I agree with you that this was a bit ranty but this section stood out to me because it captures my thoughts about the PopSci comment shutdown very well:

    That seems to be the point—which is to say there really isn’t a point other than that they wanted to shut the comments down because they were annoyed by trolls and spam-bots. The upshot: trolls win. Trolls are just online bullies, with many being very dedicated to shutting down, derailing, or drowning out discussions. PopSci has let the trolls win and has punished its readership as a result.

Perhaps I'm biased but letting the trolls win is a misstep anywhere, especially in a large publication where other people may be encouraged to follow suit. This is also the same reason the HuffPo verified identities worries me. Comment sections may be trash most of the time but I think they are a necessary to promote discussion, transparency and community. Obviously if every comment section was filled with insightful comments Hubski may not be able to exist in it's current capacity. Why would we need outside sites to promote discussion if every site had stellar commenters?

My point is that giving up or placing ridiculous limitations is a step backwards in an age where so many people user online media to become informed on a variety of topics. While having a superb comment section may be tough, so is running a magazine or blog in general.

I haven't fully fleshed my ideas on this topic out completely but there is something remarkable happening with transparency worldwide. We see our government, a government that promised transparency, doing the opposite. We see sites hiding behind vague messages and reasonings in order to "protect themselves" (whatever that means.) We see comment sections disappearing or becoming and exclusive offering. In an age where everything happens instantly and everyone has the ability access to everything, why are we moving backwards in this sense? Shouldn't transparency and community and promotion of great ideas become easier?

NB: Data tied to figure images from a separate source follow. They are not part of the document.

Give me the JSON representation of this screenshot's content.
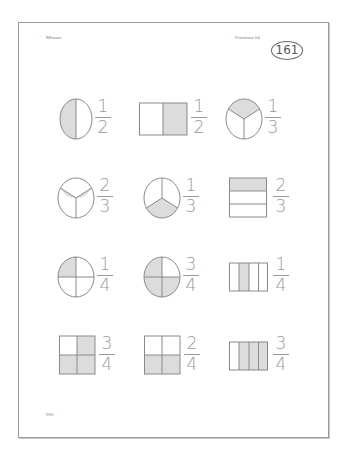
{
  "header": {
    "left_label": "Mixture",
    "right_label": "Fractions #4",
    "page_number": "161"
  },
  "footer": {
    "text": "900"
  },
  "colors": {
    "shade": "#dcdcdc",
    "stroke": "#8a8a8a",
    "numeral": "#9a9a9a"
  },
  "rows": [
    {
      "items": [
        {
          "shape": "circle-halves",
          "shaded": "left half",
          "numerator": "1",
          "denominator": "2"
        },
        {
          "shape": "rect-halves-vertical",
          "shaded": "right half",
          "numerator": "1",
          "denominator": "2"
        },
        {
          "shape": "circle-thirds",
          "shaded": "top third",
          "numerator": "1",
          "denominator": "3"
        }
      ]
    },
    {
      "items": [
        {
          "shape": "circle-thirds",
          "shaded": "left and right lower thirds",
          "numerator": "2",
          "denominator": "3"
        },
        {
          "shape": "circle-thirds",
          "shaded": "bottom third",
          "numerator": "1",
          "denominator": "3"
        },
        {
          "shape": "rect-thirds-horizontal",
          "shaded": "top stripe",
          "numerator": "2",
          "denominator": "3"
        }
      ]
    },
    {
      "items": [
        {
          "shape": "circle-quarters",
          "shaded": "top-left quarter",
          "numerator": "1",
          "denominator": "4"
        },
        {
          "shape": "circle-quarters",
          "shaded": "top-left, bottom-left, bottom-right",
          "numerator": "3",
          "denominator": "4"
        },
        {
          "shape": "rect-quarters-vertical",
          "shaded": "second stripe",
          "numerator": "1",
          "denominator": "4"
        }
      ]
    },
    {
      "items": [
        {
          "shape": "square-quarters",
          "shaded": "top-right, bottom-left, bottom-right",
          "numerator": "3",
          "denominator": "4"
        },
        {
          "shape": "square-quarters",
          "shaded": "bottom-left, bottom-right",
          "numerator": "2",
          "denominator": "4"
        },
        {
          "shape": "rect-quarters-vertical",
          "shaded": "stripes 2-4",
          "numerator": "3",
          "denominator": "4"
        }
      ]
    }
  ]
}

Are we so inundated and scared by these old school ideals of what is found your page, your site, your ramblings is an 100% reflection of the publication or the person? Are we scared that our 300 word "article" is going to be covered up or meaning altered by a slew of bad comments?

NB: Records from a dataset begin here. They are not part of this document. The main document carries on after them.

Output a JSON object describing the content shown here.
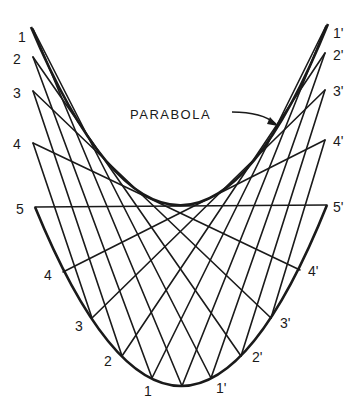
{
  "diagram": {
    "title_label": "PARABOLA",
    "colors": {
      "ink": "#1a1a1a",
      "background": "#ffffff"
    },
    "left_points": [
      {
        "label": "1",
        "x": 33,
        "y": 29
      },
      {
        "label": "2",
        "x": 33,
        "y": 57
      },
      {
        "label": "3",
        "x": 33,
        "y": 91
      },
      {
        "label": "4",
        "x": 33,
        "y": 143
      },
      {
        "label": "5",
        "x": 35,
        "y": 207
      }
    ],
    "right_points": [
      {
        "label": "1'",
        "x": 326,
        "y": 26
      },
      {
        "label": "2'",
        "x": 325,
        "y": 53
      },
      {
        "label": "3'",
        "x": 325,
        "y": 90
      },
      {
        "label": "4'",
        "x": 325,
        "y": 140
      },
      {
        "label": "5'",
        "x": 327,
        "y": 205
      }
    ],
    "lower_curve_left": [
      {
        "label": "4",
        "x": 63,
        "y": 272
      },
      {
        "label": "3",
        "x": 92,
        "y": 318
      },
      {
        "label": "2",
        "x": 122,
        "y": 356
      },
      {
        "label": "1",
        "x": 152,
        "y": 378
      }
    ],
    "lower_curve_right": [
      {
        "label": "4'",
        "x": 300,
        "y": 270
      },
      {
        "label": "3'",
        "x": 271,
        "y": 318
      },
      {
        "label": "2'",
        "x": 241,
        "y": 356
      },
      {
        "label": "1'",
        "x": 211,
        "y": 378
      }
    ],
    "lower_vertex": {
      "x": 182,
      "y": 386
    },
    "upper_envelope_vertex": {
      "x": 182,
      "y": 205
    }
  }
}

Perhaps we - everyone, every site - should be focused more on figuring out how to educate internet users on making informed decisions and fact checking things they read online themselves rather than trying to protect them from anything that may be misinterpreted. You can't dumb down the world forever.





thenewgreen  ·  3867 days ago  ·  link  ·  

I should have been more clear, I meant that the SciAm post was rangy, not the arstechnica OP. I agree that full transparency is almost always the way to go.